Tuesday, November 11, 2008

Getting The Beds Started




On Saturday I took a drive up to the landfill for some compost (probably the highest point in the area by far). I borrowed a friends pick up, and found myself a little short handed with my tools. Ideally, a pitchfork would have been best for loading the bed with compost. Instead I had a rather dull spade shovel that didn't dig into the compost too well. I filled a little over half the bed with compost before realizing I was pooped.

Getting home I realized that I had just enough to fill only one of my raised beds close to the top. Being that I have another 2 or 3 beds filled, I now know what it will entail getting them filled.

Lesson learned: Filling the bed of the truck I have available to me will provide me with almost 2 beds worth of fill/compost. Bring a friend to help shovel.

I let the beds settle for a couple days, and probably could have let them set for another week, but my garden is behind schedule, and I have seedlings to get in the ground.


Planting the corn seedlings


Overview of the first bed. In front free tomato seedlings and the surviving pepper plant we recieved at the Mount's Botanical Garden Halloween Festival. In the rear is corn seedlings with squash interspersed. We planted a bunch of bean's into the compost. I know this is a little late, but from what I've read, beans grow much faster and may be able to catch up. We are practicing a little bit of permaculture here by planting the "3 sisters". These plants grow well together by providing nutrients and beneficial things that the others need. Beans use the corn as a "pole" to grow on, suash shades the corns root or acts like a natural mulch. Each plant puts nutrients into the soil that the others need. Not sure what will go in the middle, but that's half the fun of learning as you go along. I'll probably sprinkle in some cabbage or lettuce, since this is the cool time of year in South Florida, and it should do fairly well.

I eat dirt.

Wednesday, October 22, 2008

Check out Homegrown.org!

I just discovered Homegrown.org, a social networking site like Facebook or MySpace that caters to those of us interested in learning from each other about gardening. This is fantastic, as it will really help streamline some of the inevitable mistakes you often make just starting out (even though mistakes aren't necessarily a bad thing). I started a group there called South Florida Sub/Urban Agriculture, which will run in tandem with this blog.

Since this blog will be primarily work as a journal or note book of my garden, I will put more of my questions to people on the forums there, since I am more likely to get an answer there rather than shouting into the ether of the net.

My page is here: a small victory garden

Monday, October 13, 2008

Here's To Your Own Personal Victory!


I believe my interest in gardening must be genetic. Because it is something I have only recently grown a taste for. My whole childhood seemed to focus on how not to do yard work. I despised it. I loathed it. When I was about 26 I took a job with a friends landscape company. This did not make me enjoy yard work much more - in fact it made me question just exactly what I went to school for in the first place. 3 and 1/2 years later, I left that profession with a better understanding of lawns and plants, hoping to never have to do it again.

Strangely enough, perhaps like fatherhood, I felt a need to do yard work. Either I've programmed myself to take satisfaction from a day of physical work outside, or something in me really connects with getting down and dirty with plants. For the record, I still hate lawns, and find them to be a huge waste of effort, money, resources, and offer very little return on investment.

I began gardening last year, here in South Florida. I have a slight advantage or disadvantage to some of my northern brethren. While they are finishing up their gardens for the year, I am just getting mine started. The advantage of gardening down here is that while a cold snap/freeze is possible (though usually pretty temporarily, if at all) I get to garden from Sept/Oct to the end of May. That's a 9 month growing period. I could probably even grow through the summer, but it's pretty dreadful and hot, that I would just rather take a break (at the end of this coming season though, I may try my hand at scaling the growing down to self watering containers on the north side of the house).

I called last years garden my "happenstance garden". It was a bit thrown together, and experimental with gardening here in the tropics. I devoted as much time as I could to it, but I still failed it in many ways. My results at the end of the season were mixed. The Tomatoes did great. Broccoli was a bust (they grew great, I just missed trimming the buds so the florets would turn into bunches). My so called Giant Sunflowers only grew to about 3 feet tall (as opposed to 8). My Cucumber's were tiny. I've learned a lot since then. So I'm ready to give it a go again this year, a little earlier and a little smarter too. The nice thing about gardening is that making mistakes teaches you so much, and you develop new strategies to implement next time.

So comeback often, I'll be using this as a place for links that helped me, notes on what I'm doing (right or wrong) and learning about making things stick, and grow in the greenhouse/sandbox known as South Florida.

I would like to give a special thanks to the folks at Homegrown Evolution for their inspiration and tips about gardening in an urban environment. The shear determination of Erik Knutzen and Kelly Coyne to do a lot with their limited resources is a continual inspiration. Please visit their site and buy their book The Urban Homestead.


* **WORK TASK**
Write out every entry exactly as it appears, omitting the pictures.

* **GIVEN INFORMATION**

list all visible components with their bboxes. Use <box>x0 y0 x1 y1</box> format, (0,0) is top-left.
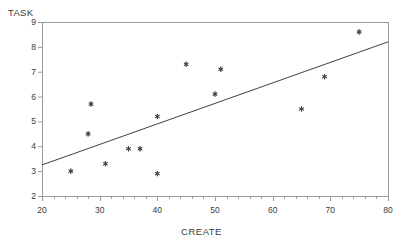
data-point <box>219 67 224 72</box>
x-axis-tick-label: 40 <box>153 205 162 215</box>
data-point <box>89 101 94 106</box>
y-axis-tick-label: 9 <box>20 17 36 27</box>
y-axis-tick-label: 4 <box>20 141 36 151</box>
data-point <box>103 161 108 166</box>
data-point <box>86 131 91 136</box>
chart-title-faint <box>0 0 403 9</box>
y-axis-tick-label: 3 <box>20 166 36 176</box>
data-point-group <box>69 29 362 176</box>
y-axis-tick-label: 7 <box>20 67 36 77</box>
data-point <box>69 169 74 174</box>
data-point <box>126 146 131 151</box>
x-axis-tick-label: 50 <box>210 205 219 215</box>
data-point <box>357 29 362 34</box>
regression-line <box>42 42 388 165</box>
plot-canvas <box>0 0 403 246</box>
y-axis-tick-label: 5 <box>20 116 36 126</box>
y-axis-tick-label: 6 <box>20 92 36 102</box>
y-axis-tick-label: 8 <box>20 42 36 52</box>
data-point <box>155 171 160 176</box>
data-point <box>138 146 143 151</box>
data-point <box>299 106 304 111</box>
data-point <box>213 91 218 96</box>
x-axis-tick-label: 20 <box>37 205 46 215</box>
data-point <box>322 74 327 79</box>
y-axis-tick-label: 2 <box>20 191 36 201</box>
x-axis-tick-label: 80 <box>383 205 392 215</box>
x-axis-tick-label: 70 <box>326 205 335 215</box>
scatter-plot: TASK CREATE 2345678920304050607080 <box>0 0 403 246</box>
data-point <box>155 114 160 119</box>
data-point <box>184 62 189 67</box>
x-axis-tick-label: 60 <box>268 205 277 215</box>
x-axis-tick-label: 30 <box>95 205 104 215</box>
plot-frame <box>43 23 389 197</box>
x-axis-title: CREATE <box>0 226 403 237</box>
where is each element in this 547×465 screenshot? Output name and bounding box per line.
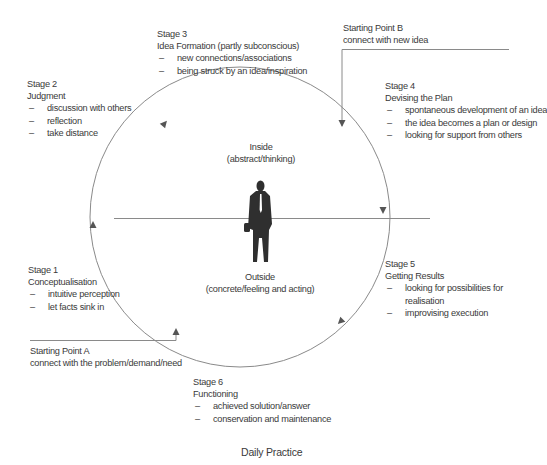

* **SOLUTION TO THE EXERCISE**
list all visible components with their bboxes. Use <box>x0 y0 x1 y1</box> format, (0,0) is top-left.
data-point <box>219 67 224 72</box>
x-axis-tick-label: 40 <box>153 205 162 215</box>
data-point <box>89 101 94 106</box>
y-axis-tick-label: 9 <box>20 17 36 27</box>
y-axis-tick-label: 4 <box>20 141 36 151</box>
data-point <box>103 161 108 166</box>
data-point <box>86 131 91 136</box>
chart-title-faint <box>0 0 403 9</box>
y-axis-tick-label: 3 <box>20 166 36 176</box>
data-point-group <box>69 29 362 176</box>
y-axis-tick-label: 7 <box>20 67 36 77</box>
data-point <box>69 169 74 174</box>
data-point <box>126 146 131 151</box>
x-axis-tick-label: 50 <box>210 205 219 215</box>
data-point <box>357 29 362 34</box>
regression-line <box>42 42 388 165</box>
plot-canvas <box>0 0 403 246</box>
y-axis-tick-label: 5 <box>20 116 36 126</box>
y-axis-tick-label: 6 <box>20 92 36 102</box>
y-axis-tick-label: 8 <box>20 42 36 52</box>
data-point <box>155 171 160 176</box>
data-point <box>138 146 143 151</box>
data-point <box>299 106 304 111</box>
data-point <box>213 91 218 96</box>
x-axis-tick-label: 20 <box>37 205 46 215</box>
data-point <box>322 74 327 79</box>
y-axis-tick-label: 2 <box>20 191 36 201</box>
x-axis-tick-label: 80 <box>383 205 392 215</box>
x-axis-tick-label: 70 <box>326 205 335 215</box>
scatter-plot: TASK CREATE 2345678920304050607080 <box>0 0 403 246</box>
data-point <box>155 114 160 119</box>
data-point <box>184 62 189 67</box>
x-axis-tick-label: 60 <box>268 205 277 215</box>
x-axis-tick-label: 30 <box>95 205 104 215</box>
plot-frame <box>43 23 389 197</box>
x-axis-title: CREATE <box>0 226 403 237</box>
where is each element in this 547×465 screenshot? Output name and bounding box per line.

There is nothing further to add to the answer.